The temperature will keep rising
IPCC believes that it is almost impossible to keep warming within 1.5°C. The odds are estimated at 50% provided that no more than 500 billion tonnes of CO - the main greenhouse gas - are emitted into the atmosphere between 2020 and the end of the century. About 40 billion tons per year are being emitted. Thus, at the current rate, the non-return threshold will be exceeded in a decade. Without an immediate and drastic reduction in emissions, average temperatures could rise by more than 2 ppm C by the end of the century.
In the IPCC report, there are five temperature scenarios, all of which predict that 1.5°C will be achieved by 2040. In one scenario, temperatures begin to decline after 2040 due to the beginning of a large-scale removal of carbon dioxide from the air (until such technology exists, Elon Musk has promised to pay $100 million to the inventor). But in this case, the maximum that can be expected is a return to +1.4 degrees by 2100.
Analysis of the Climate Action Tracker group shows that under the current environmental policies of the authorities of different countries will realize catastrophic IPCC scenarios that predict a warming of 2.7°C, 3.6°C, or even 5.7°C by 2100.
The weather will be extreme
As Bloomberg notes, the IPCC is a conservative organization and is cautious about forecasting. But the report does list a few possible phenomena that could be caused by climate change. Among the obvious are the extreme temperatures in some parts of the world, the loss of Arctic ice and the extinction of forests. Even by the most optimistic projection, at least one summer before 2050, the ice from the surface of the Arctic Ocean will disappear completely.
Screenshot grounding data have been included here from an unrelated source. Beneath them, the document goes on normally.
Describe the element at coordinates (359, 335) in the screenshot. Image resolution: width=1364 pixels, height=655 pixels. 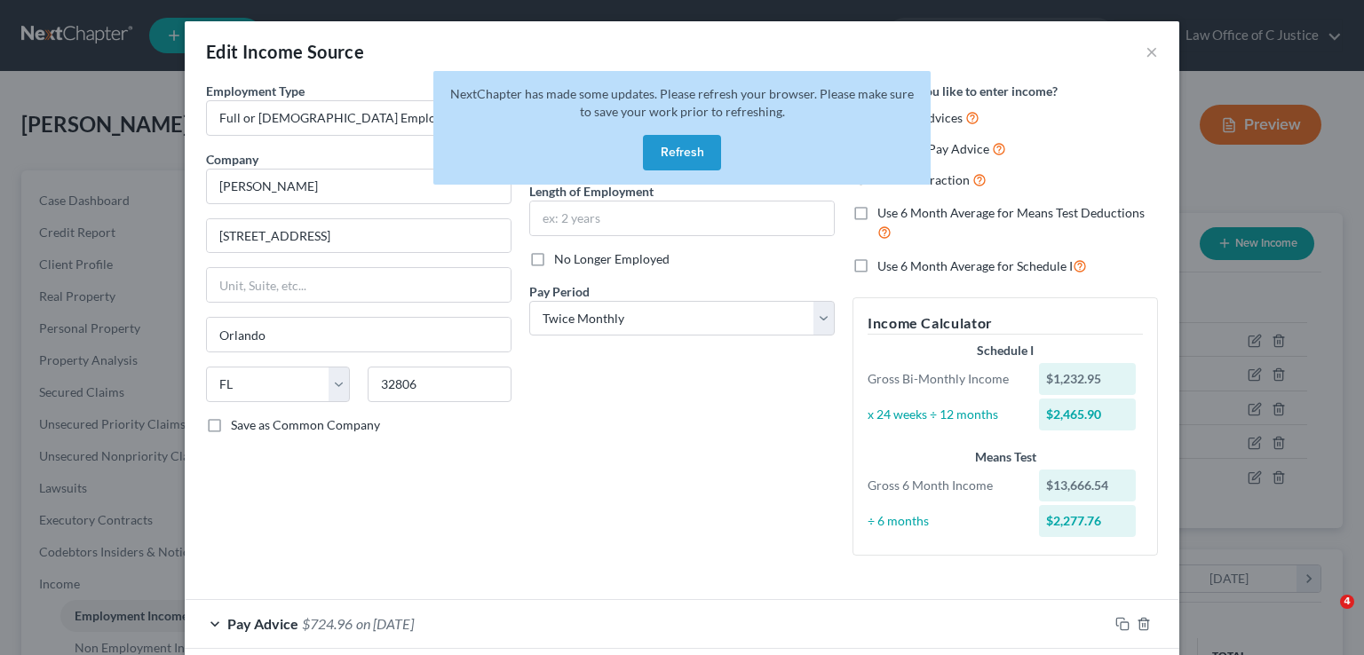
I see `input: Enter city...` at that location.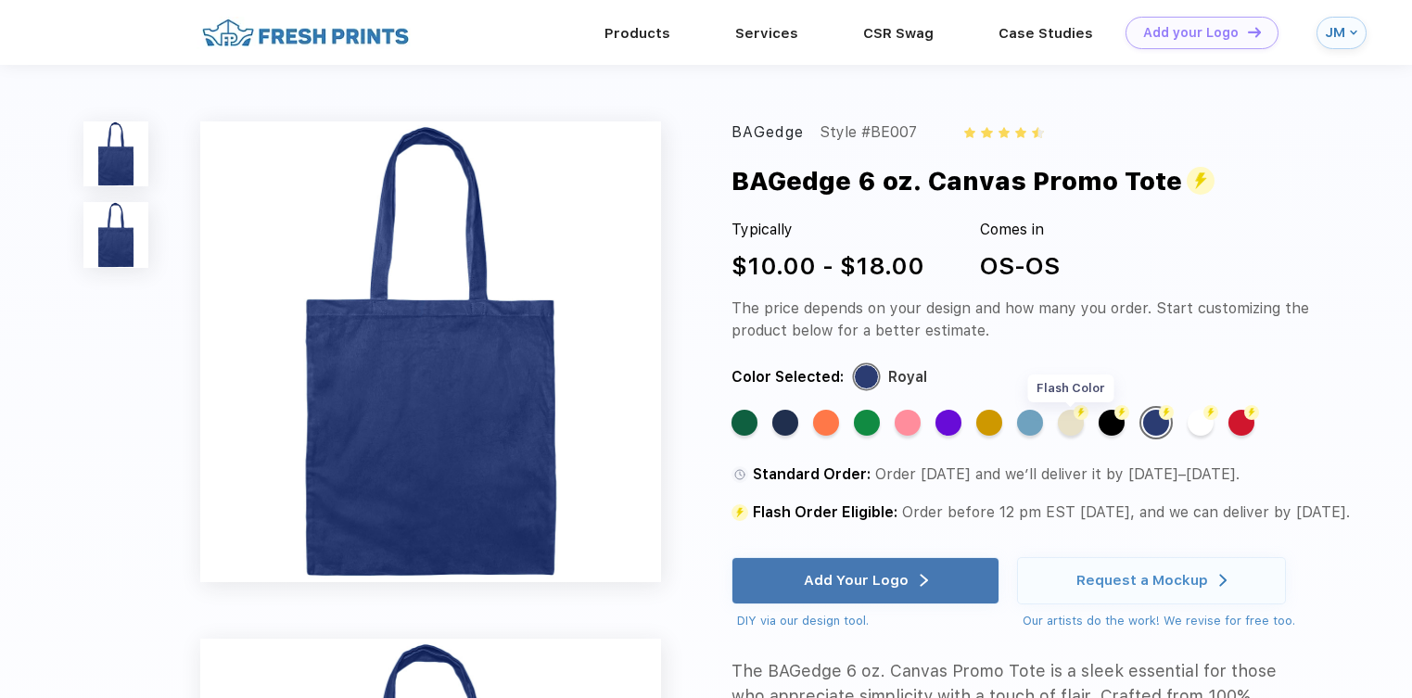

The IPCC predicts that sea levels will rise for hundreds or thousands of years, even if global warming is stopped. Even if it were to be stopped at 1.5°C, sea levels would still rise at least 2-3 meters. This would cause more flooding. With rapid warming, sea levels could rise by 15 metres by 2300.
The closest negative consequence of warming is seen by the authors as a sharp change in ocean circulation. This can weaken monsoons in Africa and Asia, strengthen them in the Southern Hemisphere, wipe out the Gulf Stream and «dry» Europe. The bad news is that scientists are already recording changes in the Atlantic Ocean that support this prediction.
Sentencing of fossil fuels
The American media in one voice call the report of the UN climate group «epochal» and «historical». This report is «the red code for mankind», said UN Secretary General António Guterres. «The report should sound a funeral bell for coal and fossil fuels before they destroy our planet», he said. The International Energy Agency has previously stated that, in order to achieve carbon neutrality by 2050, energy companies should cease exploration and investment in new oil and gas projects this year.
The report shows that this decade is the last chance for humanity to take the measures necessary to slow global warming.
The President’s Special Envoy for Climate, John Kerry, called on the world’s major economies to take responsibility and take aggressive action against global warming in the coming decade.
Greenpeace promised not to let the IPCC report «in the long box». The organization intends to use the findings of the document in the courts with companies that have a negative impact on the climate.
And one of the world’s largest financial conglomerates, HSBC, called on investors to use their influence to push companies to reduce emissions.